EVENT

America’s Lost Chinese: The Rise and Fall of a Migrant Family Dream w/ Hugo Wong

6 May 2025 – 17:00 - 18:30 BST
SOAS
Alumni Lecture Theatre (SALT)
Paul Webley Wing
Senate House
Malet Street
London
WC1E 7HU

Join Hugo Wong for a talk about his book America’s Lost Chinese, an inspiring and haunting story of Chinese migrant workers rejected by the USA and determined to build a new community in Mexico.

About the book
‘An incredible and beautiful family story still relevant to today’s world.

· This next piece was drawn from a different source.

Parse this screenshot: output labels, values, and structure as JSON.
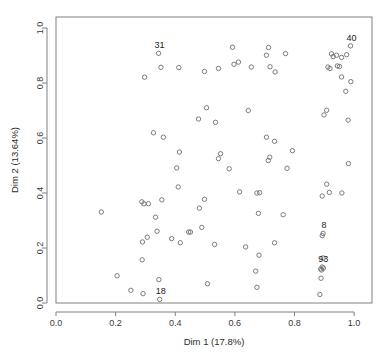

I recommend this to anyone who wants to understand China and its diaspora, and to explore Chinese history and culture with a human narrative.’ — Karoline Kan, journalist and author of Under Red Skies

From the 1850s, as the United States pushed west, Chinese migrants met ordinary Americans for the first time. Alienation and xenophobia lost the US this chance for cultural and economic enrichment—but America gave the Chinese new perspectives and connections. They developed a dream of their own.

As teenagers, Hugo Wong’s great-grandfathers fled poverty in China for California. A decade later, they were excluded from the States. They helped establish a Chinese settlement across the border in Mexico, led by a world-famous dissident-in-exile with visions of a New China overseas. They would be among the Americas’ first Chinese magnates, meeting with presidents, generals and missionaries, living through astonishing victories and humiliating defeats. The bitterest of all would be the colony’s tragic demise amid a violent Mexican revolution, leading to the largest massacre and deportation of Chinese in American history.

This epic 100-year drama follows the lives of the author’s ancestors, via untouched personal papers. Though no Chinese group had ever gained such influence over a Western population and territory, their home in Mexico would long be forgotten. Today, this family story is reborn: one of nationhood, state racism and a turbulent century; of exile, grit and new ways of belonging.

About the author

Hugo Wong grew up between Paris and Mexico City. Since 1995, he has lived intermittently in Beijing, where he has helped to found Sino–foreign joint ventures, including China’s first investment bank. He built his career in emerging markets investment at major Hong Kong, London and New York financial institutions.